This remarkable band has had two significant phases. In the late 60s, Fleetwood Mac was a bluesy British jam band, drenched in rootsy influences and aswirl with psychedelia. By the late 70s, it was the epitome of breezy California pop rock: its look, sound, spirit, and very name the virtual embodiment of the era. Through the entire incredible metamorphosis, the two constants of the band were its namesakes, drummer Mick Fleetwood and bassist John McVie. Gamely, these two rhythm men kept the sails trimmed as a succession of front men and women steered the group in various intriguing directions.
Fleetwood Mac began in 1967 as a three-man offshoot of John Mayall’s Bluesbreakers, the same band that had helped launch Eric Clapton. Quickly, Fleetwood, McVie, and guitarist Peter Green began to attract creative, blues oriented rockers. Such artists as Jeremy Spencer and Danny Kirwan came aboard. Their debut album stayed atop the British charts for more than a year. By 1970 they had four records, and were getting noticed in the U.S. Then Green wiped out on hallucinogens, and not too long after, Spencer left to join the comet-worshipping Children of God cult.
These losses were compensated by the addition of a piano playing singer named Christine Perfect, who not only joined the band, but shortly joined with John McVie in wedlock. Guitarist Bob Welch also joined up, but did not marry anyone. Likewise Bob Weston and Dave Walker, who replaced the pink-slipped Kirwan. This varied line-up produced three varied (but fascinating) albums, and then their fortune began to wane. After successfully suing a former manager for mounting a tour with a bogus Fleetwood Mac, they released one more album, Heroes Are Hard To Find. Then, perhaps hoping to find some heroes, they loaded up a plane and they moved to L.A. California, that is. Mellow rock. Harmonies.

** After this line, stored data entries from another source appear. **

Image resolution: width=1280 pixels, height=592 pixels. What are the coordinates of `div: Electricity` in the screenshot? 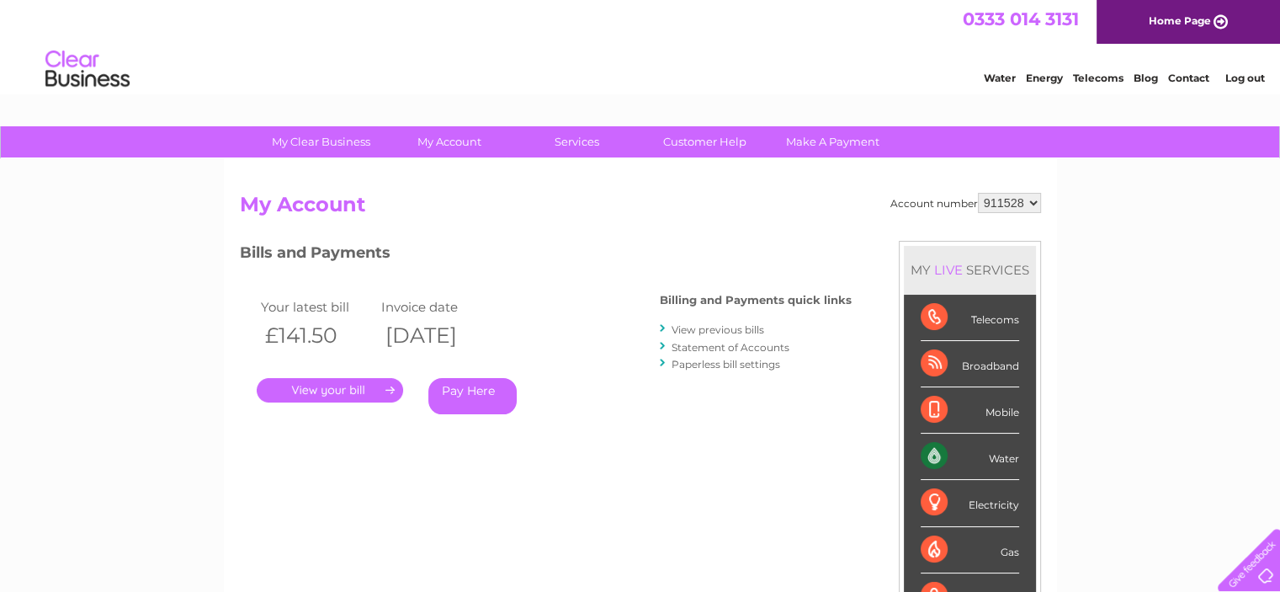 It's located at (970, 503).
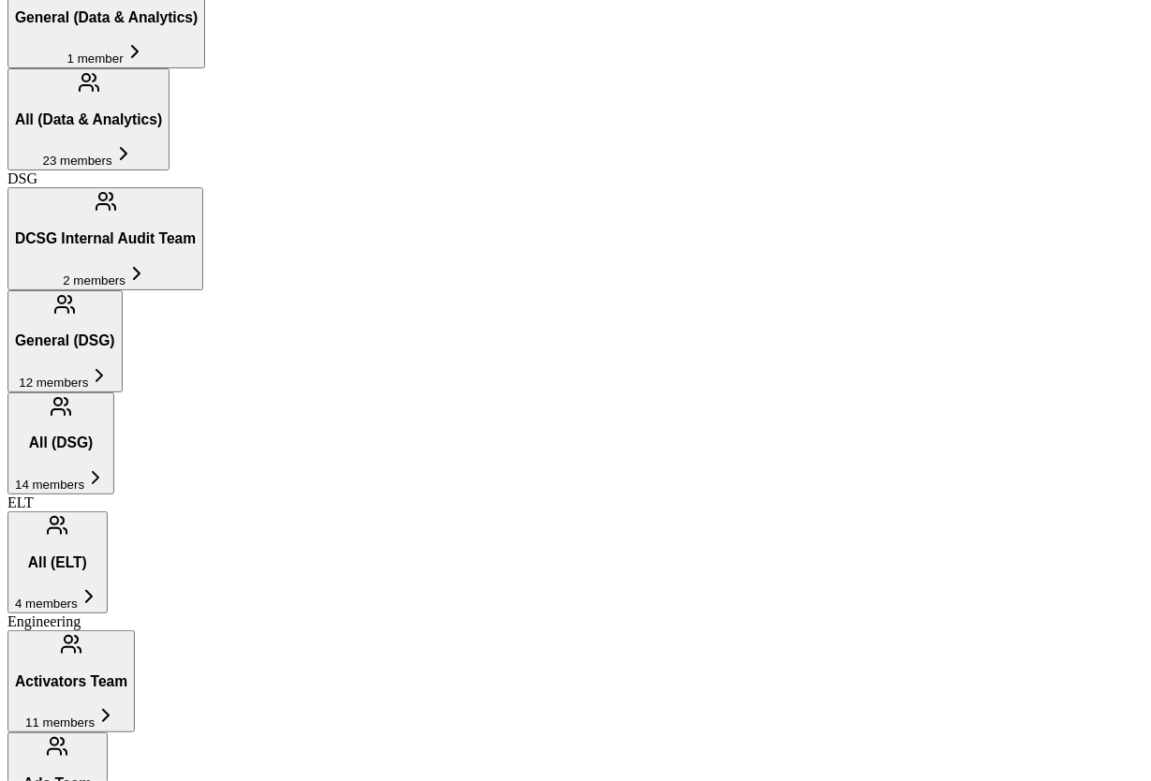 This screenshot has width=1151, height=781. Describe the element at coordinates (57, 563) in the screenshot. I see `h3: All (ELT)` at that location.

The aforementioned heroes were not long in showing up. While auditioning engineers, Fleetwood and McVie heard an album by a duo composed of Lindsay Buckingham and Stevie Nicks. Impressed by their smooth sound and their smart songcrafting, the band signed them up. It was possibly the smartest move they had made to date. Reintroducing the band by name, their album Fleetwood Mac became a number one seller in the states, generating three hit singles, Over
My Head, Say You Love Me, and the haunting Rhiannon. That album’s sales eventually exceeded five million copies in the U.S. alone.
Following that, however, was a bad news/good news bit come to life. The two intra-group relationships, the McVies and Buckingham-Nicks, soured and crumbled. Many groups would take this as a cue to disband. Not so the new Fleetwood Mac. Instead, they took all of their bitterness and heartbreak and channeled it into one of the finest, tightest pop albums ever recorded. Rumours not only spawned the top ten Go Your Own Way, Don’t Stop, You Make Loving Fun, and Dreams, but also contained such AOR classics as Second Hand News, Never Going Back Again, Gold Dust Woman, and the song that was the essence of the group’s philosophy, The Chain. This amazing assembly of pop rock gems became the second-biggest seller of all time. But how could they top this?
Wisely deciding to avoid delivering a Rumours II, and in an effort to appease the restless Buckingham, who was looking to push the envelope, the band turned the reins over to him (and co-producers Richard Dashut and Ken Caillat), and everyone pushed together. The result was the rough and highly experimental double album Tusk. Received with mixed reactions from both fans and critics, Tusk nevertheless went double-platinum, and brought forth two hit singles, Sara, and the oddly catchy title cut, which featured guest musicians the USC Trojan Marching Band. As the All-Music Guide rightly says, “this is as strange as mainstream pop gets.”
A double live album followed, and then a return to form, the polished, mannered Mirage, with which they established themselves in the 80s by means of the colorful and imaginative videos for Gypsy and Hold Me, which both got heavy airplay on the fledgling MTV cable network. Their popularity was once again waning, though, with their individual solo material getting a better reception than their group efforts. After three more live albums (indeed, this group began
popping out live albums as if they were litters of puppies), the band made one last “classic” Fleetwood Mac album, Tango in the Night, containing such beauties as Big Love and Little Lies, as well as some very nice songs in other sizes.
After that, the key players began leaving the fold by ones and twos, Buckingham first, then Nicks and Christine McVie, and their replacements, who included Delaney and Bonnie Bramlett’s daughter Bekka and 70s classic rocker Dave Mason, simply were not up to the high standard that the classic line-up had set for the band. The audience decided they would accept no substitutes, and so the new albums faltered and fizzled.
Ten years after Tango, the classic band reassembled for an MTV Unplugged concert and an accompanying live album and tour, but it was not until 2003 that the essential band members went back into the studio together (minus Christine McVie), resulting in the album SayYou Will. Whether they can continue producing polished pop rock in the new millennium is still uncertain, but their rich musical legacy is unquestionable.